Vietnamese stock market could miss year-end mark

By Minh Son   July 17, 2018 | 05:56 pm PT
Vietnamese stock market could miss year-end mark
A woman rides a bicycle past a stock exchange center in Hanoi. Photo by Reuters/Kham
A roller coaster performance and likelihood of further volatility could put the year-end target of 1,000 points beyond the reach of the stock market.

The benchmark VN-Index stood at 913.98 points at the end of the Tuesday morning’s trading session, a drop of almost 300 points – 25 percent – off the peak it had set in April.

Given the peaks it reached in the first quarter and the plunge from there in the second, experts are going back on gung-ho predictions they’d made earlier.

Bloomberg said last week that the VN-Index has now erased all of its 2018 gains and seen volatility surge to levels not witnessed in more than eight years.

Among the reasons being listed for investors withdrawing from the market are global economic fluctuations, trade wars, foreign investment outflows and profit-seeking selling of blue-chip stocks.

The Bloomberg report said that investor sentiment had reversed with the U.S. Federal Reserve increasing its basic interest rate, sending the dollar up and the Vietnamese dong down.

Foreigners began to leave the Vietnamese market soon after, and outflows only worsened with growing concern over consequences of trade frictions between the U.S. and China.

“The stronger dollar may continue to put pressure on foreign capital flows, which will cause the stock market in Vietnam to experience short-term fluctuations,” Hanoi-based Vndirect Securities Corporation said in its latest report.

A recent Reuters report also highlighted the trade war triggered by U.S. President Trump against China as a factor in Vietnam’s stock market downturn in Vietnam.

Investors have grown more nervous about the broader impact of trade tariffs on the global supply chain and economy, it said.

China was Vietnam’s largest trading partner last year. Vietnam relies heavily on China for materials and equipment for its labor-intensive manufacturing sector, while the U.S. is its largest export market.

As investors sell shares to hedge against the risk of dumping of Chinese export products such as textiles and furniture in neighboring markets like Vietnam, declining share values have led to margin calls in Vietnam’s heavily leveraged and relatively expensive market, spurring further selling, Reuters reported.

In the last trading session of 2017, the stock market had hit a 10-year high, reaching 984.24 points. It had not broken the 800-point barrier since 2008.

The good run continued in the first quarter of 2018, with the nation’s benchmark index, the VN-Index, growing 19.33 percent in the first three months of 2018, becoming the best-performing market in the world.

Then, in March, experts said the market was low-risk and investors were high on growth confidence.

Nguyen The Minh, a senior analyst at Saigon Securities Incorporation, had said then that “the VN-Index could reach 1,050 points in the short-term and 1,300 by the year’s end.”

Bao Viet Securities said then that the VN-Index could reach 1,182-1,187 in the coming sessions. RongViet Securities Corporation said the VN-Index will increase by at least 17 percent this year – 67 percent in a best-case scenario – meaning it could end the year somewhere between 1,170 and 1,640.

However, after crossing the 1,200-point mark on April 9, things did not look up for some time. In fact, in the second quarter, the market plunged 18.19 percent, making it the worst-performing market in the world.

Since then, it has not hit four figures again.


_Assignment_
Return each line of the records below that contains the word "greater".

::::::::::

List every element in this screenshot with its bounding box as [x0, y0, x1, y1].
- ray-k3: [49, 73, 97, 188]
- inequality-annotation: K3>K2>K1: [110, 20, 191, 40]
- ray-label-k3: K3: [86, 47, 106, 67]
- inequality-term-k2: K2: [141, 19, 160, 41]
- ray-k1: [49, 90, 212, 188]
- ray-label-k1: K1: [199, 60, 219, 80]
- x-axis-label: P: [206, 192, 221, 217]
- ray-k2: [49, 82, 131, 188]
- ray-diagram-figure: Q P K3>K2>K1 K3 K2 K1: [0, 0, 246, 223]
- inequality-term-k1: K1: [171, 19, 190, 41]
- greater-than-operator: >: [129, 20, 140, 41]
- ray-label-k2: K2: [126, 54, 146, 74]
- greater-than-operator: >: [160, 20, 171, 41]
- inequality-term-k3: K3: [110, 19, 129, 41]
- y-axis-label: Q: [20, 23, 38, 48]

::::::::::

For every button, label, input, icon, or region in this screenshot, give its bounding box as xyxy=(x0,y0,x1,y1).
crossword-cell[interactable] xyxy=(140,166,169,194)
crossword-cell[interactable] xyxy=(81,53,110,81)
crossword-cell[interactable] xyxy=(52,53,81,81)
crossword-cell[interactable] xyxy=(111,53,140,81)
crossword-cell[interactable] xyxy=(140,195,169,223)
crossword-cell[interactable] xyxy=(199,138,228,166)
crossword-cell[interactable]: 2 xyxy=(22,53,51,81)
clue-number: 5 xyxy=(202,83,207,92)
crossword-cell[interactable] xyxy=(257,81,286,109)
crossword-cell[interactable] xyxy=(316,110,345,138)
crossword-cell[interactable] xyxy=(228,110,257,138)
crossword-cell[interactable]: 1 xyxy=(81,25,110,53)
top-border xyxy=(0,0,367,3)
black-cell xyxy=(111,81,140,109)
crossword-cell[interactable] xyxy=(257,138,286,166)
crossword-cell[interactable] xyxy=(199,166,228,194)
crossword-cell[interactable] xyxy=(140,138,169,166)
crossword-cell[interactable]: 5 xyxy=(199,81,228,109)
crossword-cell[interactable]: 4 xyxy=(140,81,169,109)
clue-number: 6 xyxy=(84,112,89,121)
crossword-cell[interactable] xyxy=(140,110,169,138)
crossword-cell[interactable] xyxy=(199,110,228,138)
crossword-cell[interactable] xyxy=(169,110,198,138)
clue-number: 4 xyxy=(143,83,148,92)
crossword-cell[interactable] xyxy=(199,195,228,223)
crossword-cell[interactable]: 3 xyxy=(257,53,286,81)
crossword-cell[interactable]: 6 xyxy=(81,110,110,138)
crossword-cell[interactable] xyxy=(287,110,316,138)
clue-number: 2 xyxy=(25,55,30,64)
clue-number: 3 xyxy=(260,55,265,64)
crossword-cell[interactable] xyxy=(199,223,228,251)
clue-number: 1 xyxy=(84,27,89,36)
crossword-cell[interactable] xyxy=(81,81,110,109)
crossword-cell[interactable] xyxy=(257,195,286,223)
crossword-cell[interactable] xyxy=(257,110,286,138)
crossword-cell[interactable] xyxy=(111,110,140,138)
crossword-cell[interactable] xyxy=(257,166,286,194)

::::::::::

_Written solution_
- greater-than-operator: >: [129, 20, 140, 41]
- greater-than-operator: >: [160, 20, 171, 41]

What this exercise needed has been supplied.